“The quicksands!”

“You should know that for all its shallow depth, the Rio Grande is here most treacherous, and travellers keep to the ford. The sands shift, señor—the bed of the river rots.”

“And the silver bell—it was never heard of again?”

“Listen! and I will tell you. One black night, long before I came to Los Morales, a second band of thieving Indians crept up across the level ground beyond the river—across the ground where stands the hacienda in which you stay, Señor John. Before entering the ford the band halted to get ready their arrows, for they meant to take the town and drive out all the inhabitants. But see what happened! Scarcely had the enemy pushed their horses into the water at the farther side when the priest who lived here then wakened of a sudden. It seemed to him that from overhead had sounded a warning—the single clear peal of a bell!

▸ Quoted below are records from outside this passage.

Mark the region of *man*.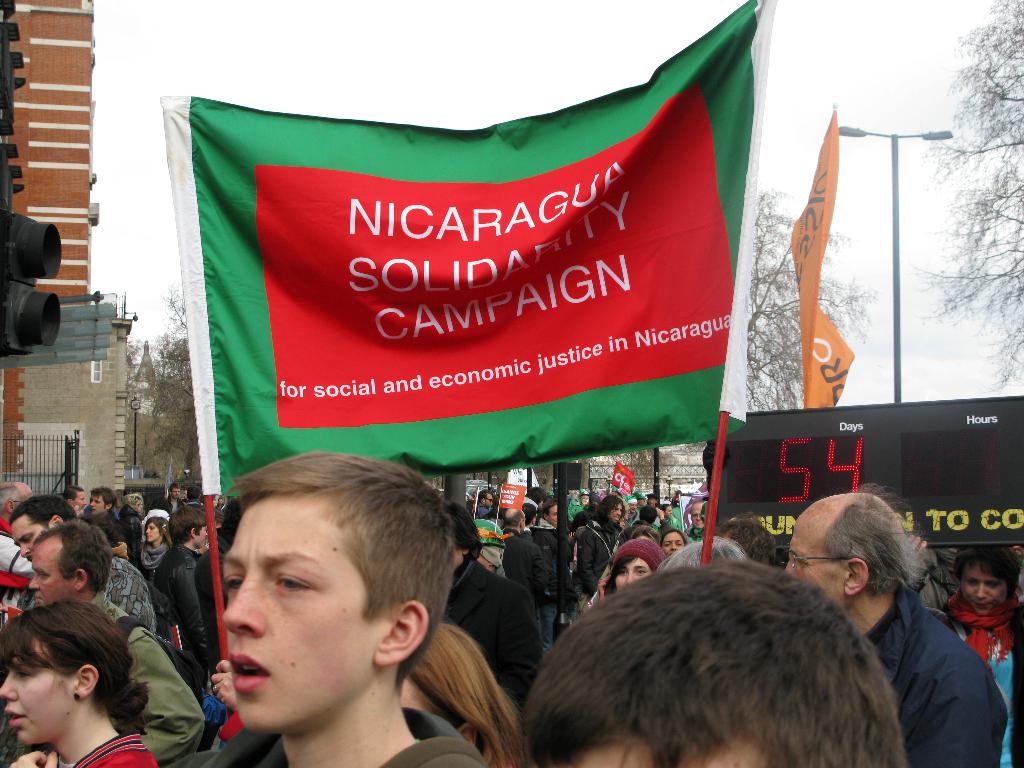
Region: 167/483/188/511.
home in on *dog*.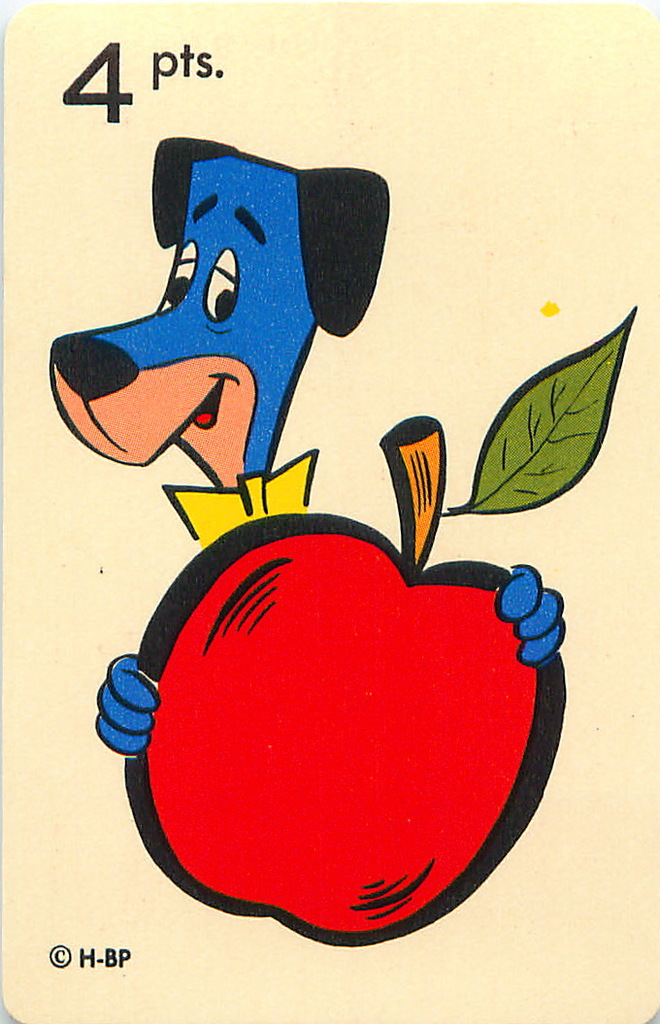
Homed in at box(41, 138, 567, 764).
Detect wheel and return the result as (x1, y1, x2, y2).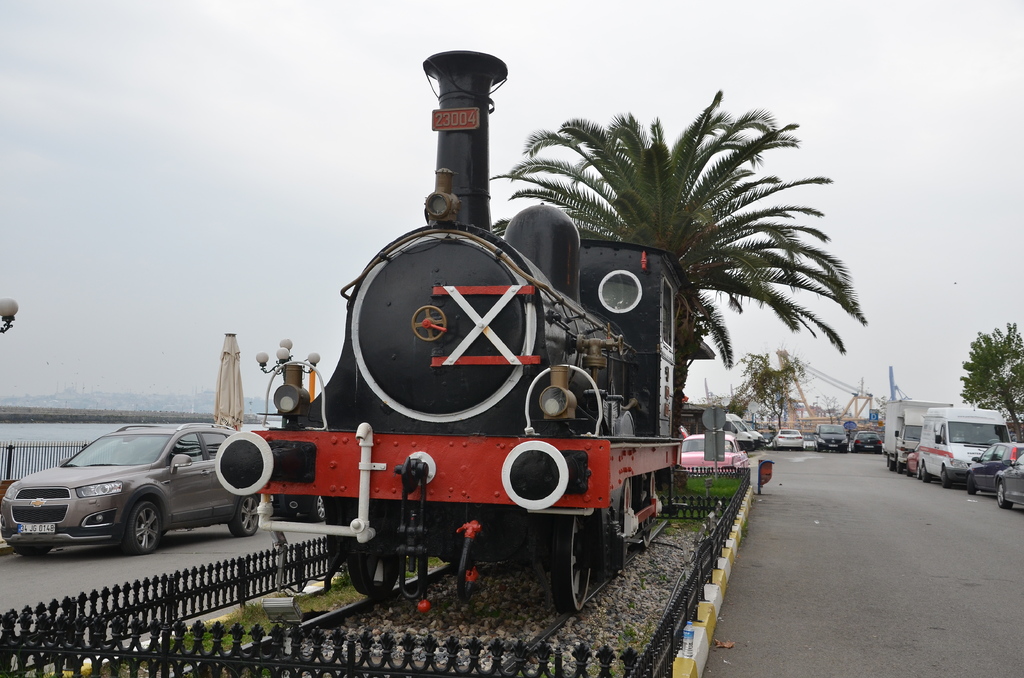
(227, 492, 264, 537).
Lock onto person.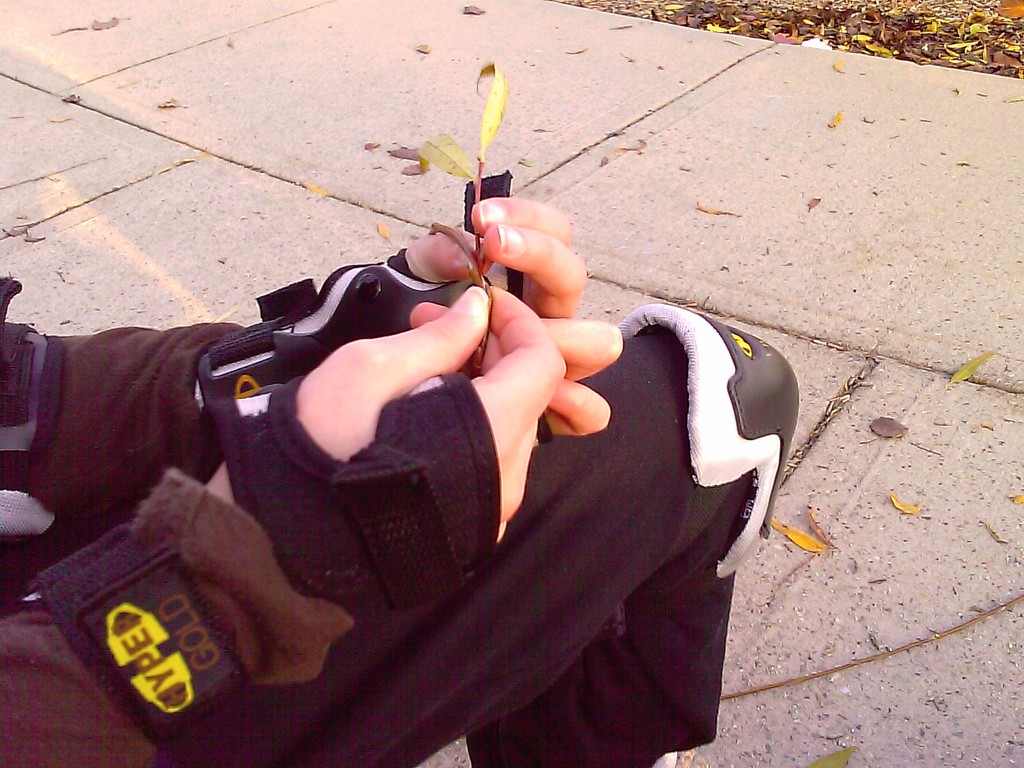
Locked: bbox=[0, 195, 796, 765].
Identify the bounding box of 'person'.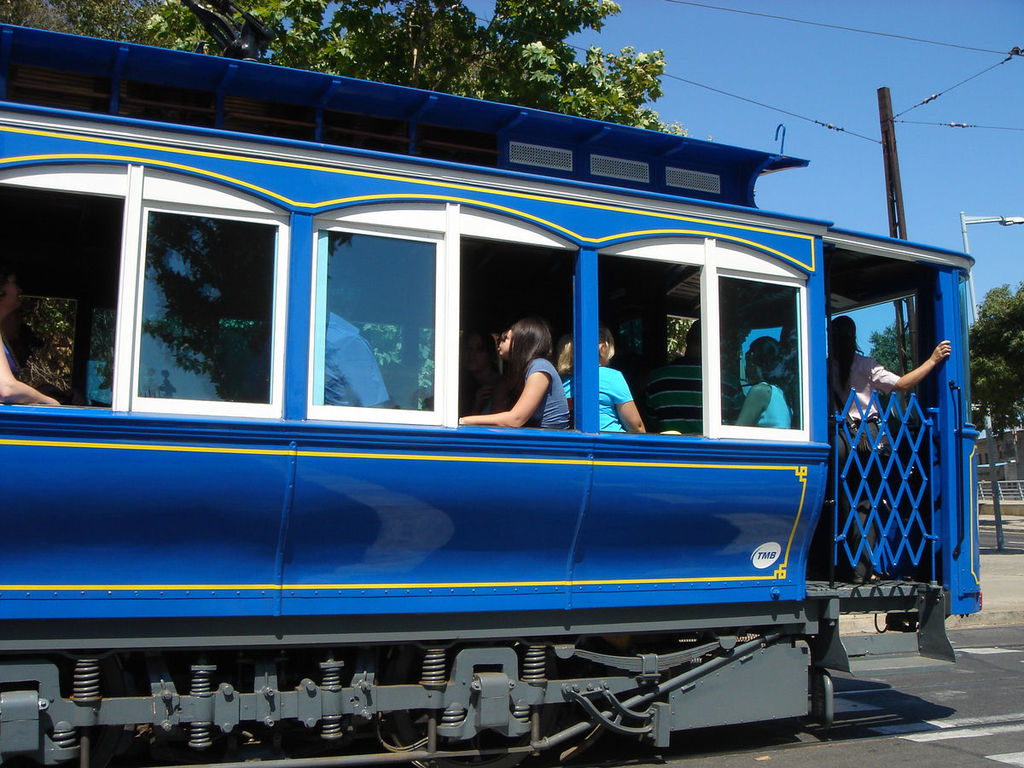
[455, 316, 571, 430].
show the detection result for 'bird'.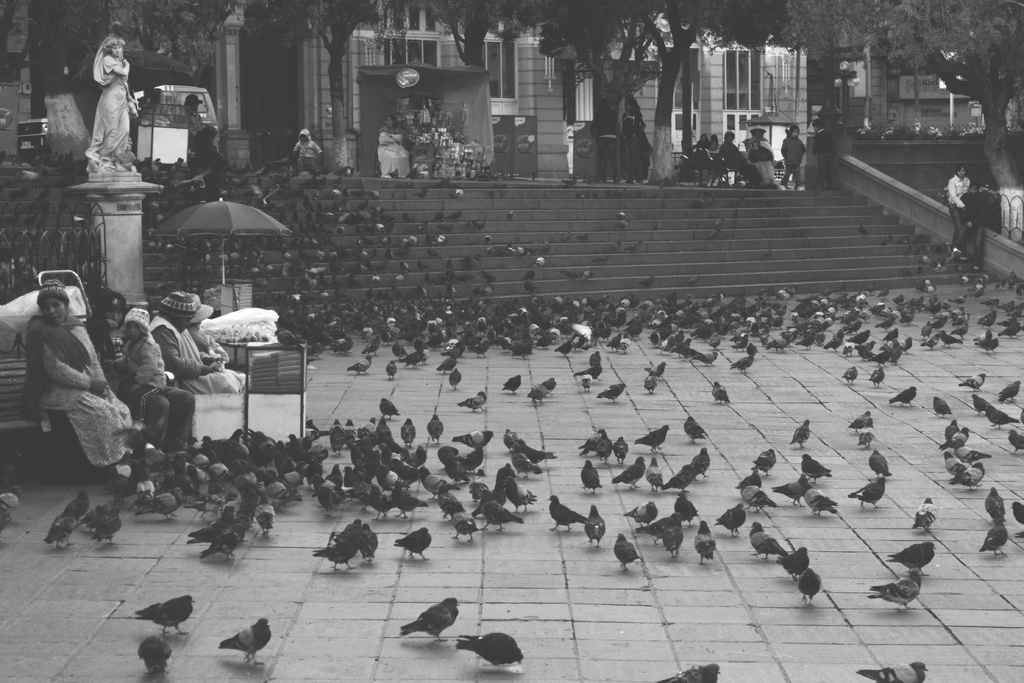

Paloma crossed herself. Her dark eyes were wet. “Ah! padrecito!” she said softly. “I would pray for the return of the silver bell were I not too wicked.”

“I pray,” said the father, “and my faith does not falter. Ah! señor! when the bell is restored to its tower, I shall waken the town with its mellow call to prayer! The Indians come but slowly to the chapel now. But think how musically sweet and inviting——”

He was interrupted by the slow, dull thub, thub, thub of a drum, which was beating from somewhere in the direction of the pueblo. He nodded gravely. “That is what calls my people, señor,” he said. “Little wonder that they lag.”

The drum had brought Paloma to her feet. “The noon service, and so much yet left undone!” she cried. She gave a backward nod to Señor John, caught up one of the father’s hands upon her wrist, dutifully kissed it, and went out the door through which she had come.

“That warning in the night,” said the young painter, “—it saved the town?”

“Yes.” The father went to the window and leaned his hands on the sill. “Little wonder that they lag,” he said again, as if to himself. Then, to Señor John: “See!—for I am an old man and my eyes are poor—is that Roberta Allen? She does not know fear of the ford.”